Verizon and Lockheed just handed Goldman $70 billion in retirement money — and Verizon is shutting its own investment shop to do it.

Goldman Sachs Asset Management has won mandates over more than $70 billion in Verizon and Lockheed Martin retirement assets — about $30 billion of defined-benefit pension money it will manage outright, plus $40 billion of Verizon’s 401(k) assets it will advise. To make the switch, Verizon is dismantling its in-house investment arm and its longtime chief investment officer is retiring. The deal lifts Goldman’s outsourced-CIO book to $480 billion. Two of corporate America’s biggest plan sponsors just decided that running their own retirement money isn’t worth it.

N Noah · The Sharp Brief · July 11, 2026 · 3 min read
Two groups of businesspeople shake hands across a conference table in a glass-walled boardroom overlooking a city financial district at dusk

Goldman Sachs Asset Management said this week it has been hired to oversee more than $70 billion in retirement assets for two of the country’s largest plan sponsors, Verizon and Lockheed Martin. The split is the important part: about $30 billion is defined-benefit pension money the firm will run on a discretionary basis as outsourced chief investment officer — OCIO — for both companies; the other $40 billion is Verizon’s defined-contribution money, its employees’ 401(k), where Goldman comes in as adviser rather than full manager. In a single announcement, Goldman’s asset-management arm added a book of business bigger than most firms manage in total.

The Verizon piece is the tell. To hand the money over, the telecom is winding down Verizon Investment Management Corp., the in-house operation that ran its pension for decades, and its longtime investment chief is retiring in the transition. Companies keep making this call because running a modern pension has gotten genuinely hard: portfolios now sprawl across private credit, private equity, real assets and hedge funds, each with its own diligence and staffing demands, and a corporate treasury isn’t built to out-recruit a Wall Street asset manager for that talent. Outsourcing the whole mandate to an OCIO is the path of least resistance — and it is quietly becoming the default.

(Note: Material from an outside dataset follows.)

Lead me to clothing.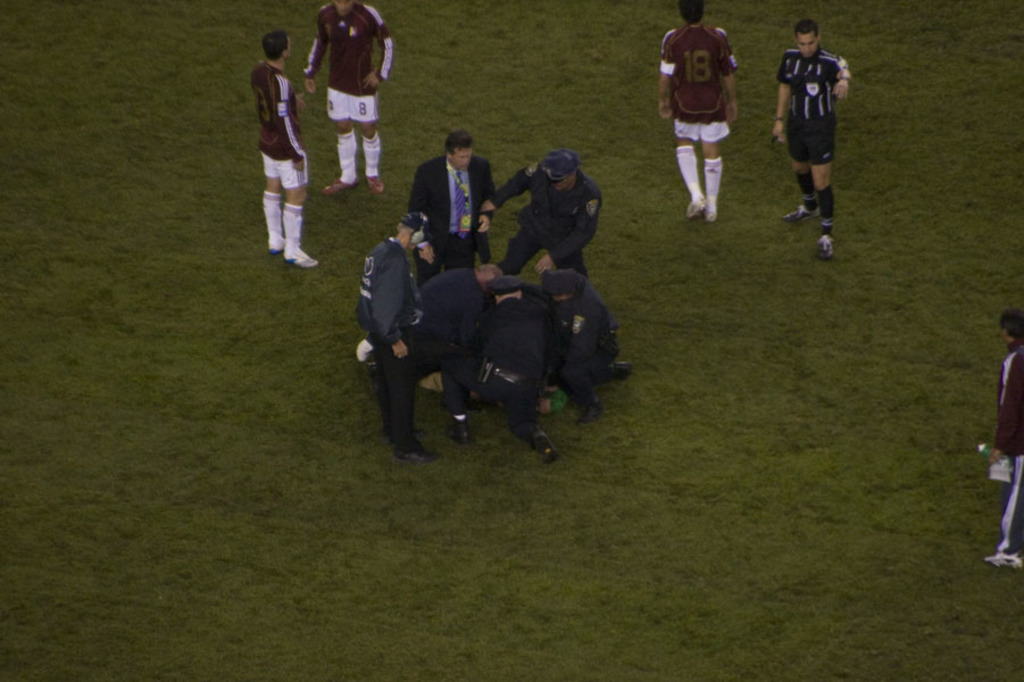
Lead to box=[407, 153, 498, 285].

For Goldman, this is exactly the business it has spent years trying to build: sticky, fee-based money that doesn’t swing with a single trading quarter. The two mandates push its OCIO assets under supervision to roughly $480 billion as of the end of March, cementing it as one of the largest players in a fast-growing corner of asset management. Trading and dealmaking make the headlines; recurring management fees on other people’s retirement money make the valuation. This is Goldman leaning harder into the boring, durable half of Wall Street — and winning.

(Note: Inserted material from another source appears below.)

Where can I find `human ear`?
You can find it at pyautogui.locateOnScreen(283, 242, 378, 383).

Our take: Don’t read this as one bank landing one big client. Read it as corporate America getting out of the money-management business. For decades, blue-chips staffed their own investment offices to run enormous pensions; now the smart move is to fire yourself and rent an OCIO. That shift funnels trillions in retirement assets toward a handful of giant managers who capture the fees, the data and the relationships — a durable, compounding advantage that’s far harder to win than any single trade. Great for their franchises. Worth watching for everyone whose retirement now lives inside a mandate they’ll never see. The $70 billion is the number; the precedent is the story.

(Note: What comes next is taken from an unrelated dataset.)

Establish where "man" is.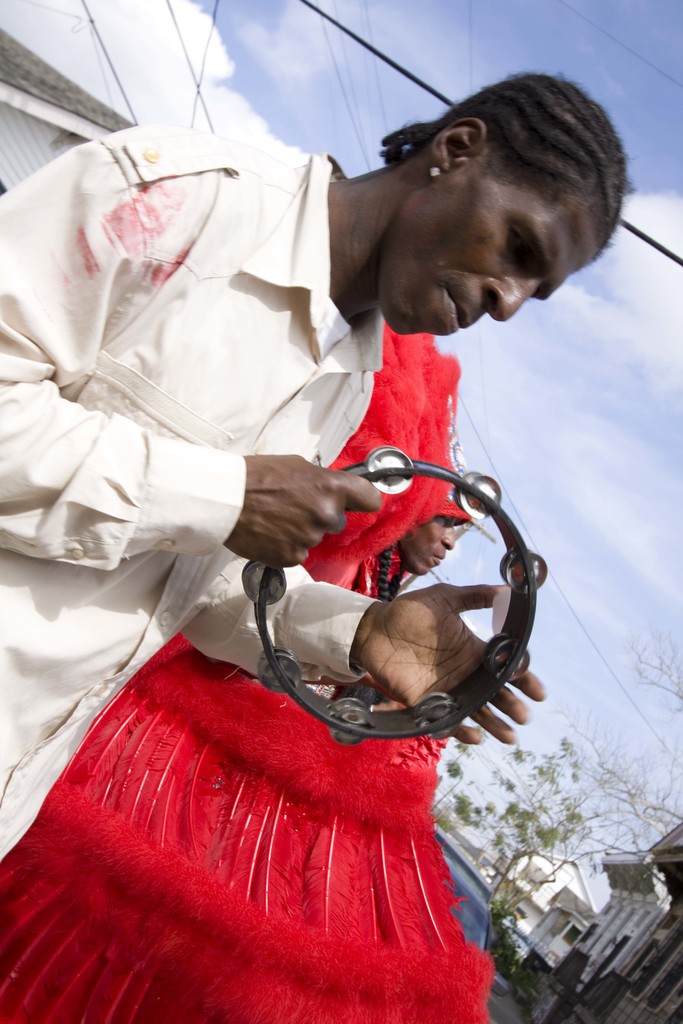
Established at x1=0, y1=74, x2=643, y2=853.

It fits the week’s bigger theme: capital consolidating toward whoever already has scale. The same logic driving 2026’s record run of ever-larger M&A — fewer, bigger bets by the biggest players — is now reshaping who manages the nation’s savings. Goldman itself steps into the spotlight next week, when the big banks open Q2 earnings season and investors get to price this kind of fee income directly. And for Verizon, the pension handoff is one more move by a company remaking itself under pressure — the same Verizon now defending its core against satellite broadband.

What to watch

Advertisement

Get the day, decoded — at 7 PM ET

The Sharp Brief: AI, money, business & performance in five sharp minutes. Free.